Insanely Great: The Life and Times of Macintosh, the Computer that changed Everything by Steven Levy

Insanely Great: The Life and Times of Macintosh, the Computer that changed Everything by Steven Levy

Author:Steven Levy [Levy, Steven]
Language: eng
Format: mobi
Tags: Personal Computers, Infrastructure, vl-nfcompvg, Science, MacIntosh (Computer), Computers, General, Hardware, MacIntosh, Business & Economics, History
ISBN: 9780140291773
Google: Y6ZQAAAAMAAJ
Amazon: 0140291776
Publisher: Penguin
Published: 1994-01-02T00:00:00+00:00


Steve Jobs was convinced that Macintosh was the final showdown at the Computer Corral. It was Apple versus IBM, to the death.

He was annoyed at having to defend Macintosh from industry pundits’ criticism that it was not compatible with software that ran on IBM’s disk operating system. In retrospect this complaint seems ludicrous, like criticizing tractors because they do not require oxen. But at that time, with many having declared IBM the unassailable leader in personal computing, the consensus was that launching a computer that did not run IBM-standard software was folly. Jobs, of course, had his own perspective.

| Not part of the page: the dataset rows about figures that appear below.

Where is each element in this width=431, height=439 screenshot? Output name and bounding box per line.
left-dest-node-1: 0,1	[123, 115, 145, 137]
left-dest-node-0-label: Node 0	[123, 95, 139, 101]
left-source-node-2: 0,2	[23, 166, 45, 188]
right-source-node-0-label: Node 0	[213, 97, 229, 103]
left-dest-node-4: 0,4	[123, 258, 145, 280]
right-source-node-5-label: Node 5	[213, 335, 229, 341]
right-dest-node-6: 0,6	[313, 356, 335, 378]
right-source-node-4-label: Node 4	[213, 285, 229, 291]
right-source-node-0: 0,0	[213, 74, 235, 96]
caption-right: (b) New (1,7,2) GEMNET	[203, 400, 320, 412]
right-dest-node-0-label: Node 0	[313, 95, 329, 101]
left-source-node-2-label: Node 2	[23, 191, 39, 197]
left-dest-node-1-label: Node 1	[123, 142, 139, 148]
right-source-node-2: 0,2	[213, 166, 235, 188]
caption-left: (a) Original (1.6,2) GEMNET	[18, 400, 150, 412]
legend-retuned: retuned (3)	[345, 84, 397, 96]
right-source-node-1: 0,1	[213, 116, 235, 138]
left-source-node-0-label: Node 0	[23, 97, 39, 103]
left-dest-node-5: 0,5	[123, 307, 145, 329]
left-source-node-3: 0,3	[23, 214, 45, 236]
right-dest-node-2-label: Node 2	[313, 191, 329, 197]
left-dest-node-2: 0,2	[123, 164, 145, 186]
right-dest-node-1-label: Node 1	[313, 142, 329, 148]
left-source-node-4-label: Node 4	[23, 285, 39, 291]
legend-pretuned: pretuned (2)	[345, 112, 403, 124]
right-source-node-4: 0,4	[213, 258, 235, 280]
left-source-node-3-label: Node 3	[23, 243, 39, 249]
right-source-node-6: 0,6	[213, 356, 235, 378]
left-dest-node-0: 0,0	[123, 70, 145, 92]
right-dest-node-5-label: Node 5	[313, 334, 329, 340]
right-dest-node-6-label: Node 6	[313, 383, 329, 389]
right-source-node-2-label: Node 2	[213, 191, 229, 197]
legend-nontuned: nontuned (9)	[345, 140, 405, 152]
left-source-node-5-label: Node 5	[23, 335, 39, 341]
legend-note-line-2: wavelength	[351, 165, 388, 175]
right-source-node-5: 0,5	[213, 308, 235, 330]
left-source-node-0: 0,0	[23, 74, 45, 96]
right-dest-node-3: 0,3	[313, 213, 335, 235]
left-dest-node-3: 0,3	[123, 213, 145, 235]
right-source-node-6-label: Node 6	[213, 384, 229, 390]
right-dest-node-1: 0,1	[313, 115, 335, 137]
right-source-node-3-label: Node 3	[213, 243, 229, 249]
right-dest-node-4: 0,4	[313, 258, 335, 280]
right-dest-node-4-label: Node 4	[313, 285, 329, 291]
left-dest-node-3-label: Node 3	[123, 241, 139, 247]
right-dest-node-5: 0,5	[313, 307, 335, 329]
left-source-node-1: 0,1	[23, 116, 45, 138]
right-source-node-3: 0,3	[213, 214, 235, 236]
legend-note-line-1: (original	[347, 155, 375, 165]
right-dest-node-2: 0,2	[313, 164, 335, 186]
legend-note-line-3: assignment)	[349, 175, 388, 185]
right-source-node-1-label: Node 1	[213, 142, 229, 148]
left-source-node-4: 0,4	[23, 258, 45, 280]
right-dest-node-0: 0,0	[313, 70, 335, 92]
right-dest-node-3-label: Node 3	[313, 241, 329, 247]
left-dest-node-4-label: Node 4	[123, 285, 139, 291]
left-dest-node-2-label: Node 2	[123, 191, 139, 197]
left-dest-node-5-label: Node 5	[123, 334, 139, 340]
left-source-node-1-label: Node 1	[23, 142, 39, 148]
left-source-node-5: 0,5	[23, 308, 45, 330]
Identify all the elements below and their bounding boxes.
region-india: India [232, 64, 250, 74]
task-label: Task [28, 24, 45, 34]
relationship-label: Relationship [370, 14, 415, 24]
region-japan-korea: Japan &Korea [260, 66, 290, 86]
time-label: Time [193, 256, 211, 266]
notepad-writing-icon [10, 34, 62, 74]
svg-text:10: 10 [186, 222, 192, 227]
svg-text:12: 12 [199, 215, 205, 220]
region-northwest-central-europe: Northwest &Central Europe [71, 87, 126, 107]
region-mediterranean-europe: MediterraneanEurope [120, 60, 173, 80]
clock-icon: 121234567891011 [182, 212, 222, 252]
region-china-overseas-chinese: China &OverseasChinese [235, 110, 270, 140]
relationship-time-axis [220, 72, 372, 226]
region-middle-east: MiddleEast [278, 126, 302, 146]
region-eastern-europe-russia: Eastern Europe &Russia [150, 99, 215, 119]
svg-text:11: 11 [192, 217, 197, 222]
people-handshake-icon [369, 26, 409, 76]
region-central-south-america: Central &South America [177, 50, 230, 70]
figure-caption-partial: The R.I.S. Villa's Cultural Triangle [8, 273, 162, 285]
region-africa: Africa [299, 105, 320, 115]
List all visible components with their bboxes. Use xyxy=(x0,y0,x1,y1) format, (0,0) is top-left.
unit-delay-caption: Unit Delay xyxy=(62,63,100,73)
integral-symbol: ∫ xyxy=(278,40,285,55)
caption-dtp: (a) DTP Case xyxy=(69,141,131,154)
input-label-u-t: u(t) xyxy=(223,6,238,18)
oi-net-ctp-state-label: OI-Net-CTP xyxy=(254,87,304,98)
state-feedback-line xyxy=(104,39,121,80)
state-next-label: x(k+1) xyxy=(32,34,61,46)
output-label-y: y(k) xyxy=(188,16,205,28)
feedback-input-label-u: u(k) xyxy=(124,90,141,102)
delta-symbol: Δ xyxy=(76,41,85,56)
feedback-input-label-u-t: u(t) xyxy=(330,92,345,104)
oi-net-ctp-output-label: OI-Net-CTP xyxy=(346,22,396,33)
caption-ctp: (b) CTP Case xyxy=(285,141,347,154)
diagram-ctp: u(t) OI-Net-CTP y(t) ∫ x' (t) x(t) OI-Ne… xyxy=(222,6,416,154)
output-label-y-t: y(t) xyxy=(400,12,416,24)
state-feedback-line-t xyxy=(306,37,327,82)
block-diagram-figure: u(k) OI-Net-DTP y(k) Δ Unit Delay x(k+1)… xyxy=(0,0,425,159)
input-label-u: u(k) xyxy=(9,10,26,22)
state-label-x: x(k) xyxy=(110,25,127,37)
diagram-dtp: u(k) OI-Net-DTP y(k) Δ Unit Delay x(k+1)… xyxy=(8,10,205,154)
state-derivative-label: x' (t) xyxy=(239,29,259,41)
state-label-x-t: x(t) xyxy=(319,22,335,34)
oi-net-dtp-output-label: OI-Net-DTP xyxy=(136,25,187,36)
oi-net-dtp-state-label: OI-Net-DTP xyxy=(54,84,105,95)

“If we don’t do it, IBM is going to take over,” he said. “If having really great products, much better products than theirs, isn’t enough to compete with them, then they’ll have the whole thing. They’ll have the greatest monopoly of all time. It’ll be like owning every oil company and every car company in 1920. If we don’t do this, nobody can stop IBM. It’s kind of like watching a gladiator going into the arena. It’s really being perceived as Apple’s do-or-die.”

Jobs went on, talking about his motivation. “I’m not doing this for the money,” he explained. “I have more money than I can ever, hopefully, even give away in my lifetime. And I’m certainly not doing it for my ego. I’m doing it because I love it. And I’m doing it because I love the people. And I’m doing it because I love the idea of making a great ten-billion-dollar company. If we fail, that will mean my entire worldview is all wrong. And my judgment about people is all wrong. If this is another failure, then I should question my work, I should go write poetry or something, go climb a mountain.”

It was clear that Steven Paul Jobs did not expect be composing strophes or scaling K-2. He was already convinced that the battle was over. Apple had won. “Every bone in my body says it’s going to be great. And that people are going to realize that and buy it. You see, this job isn’t done until we’ve sold several million of these things.”

When do you think that will happen? I wanted to know.

“Eighty-five,” he said confidently. “I think we’ll break the cumulative two million total in 1985. Sure.”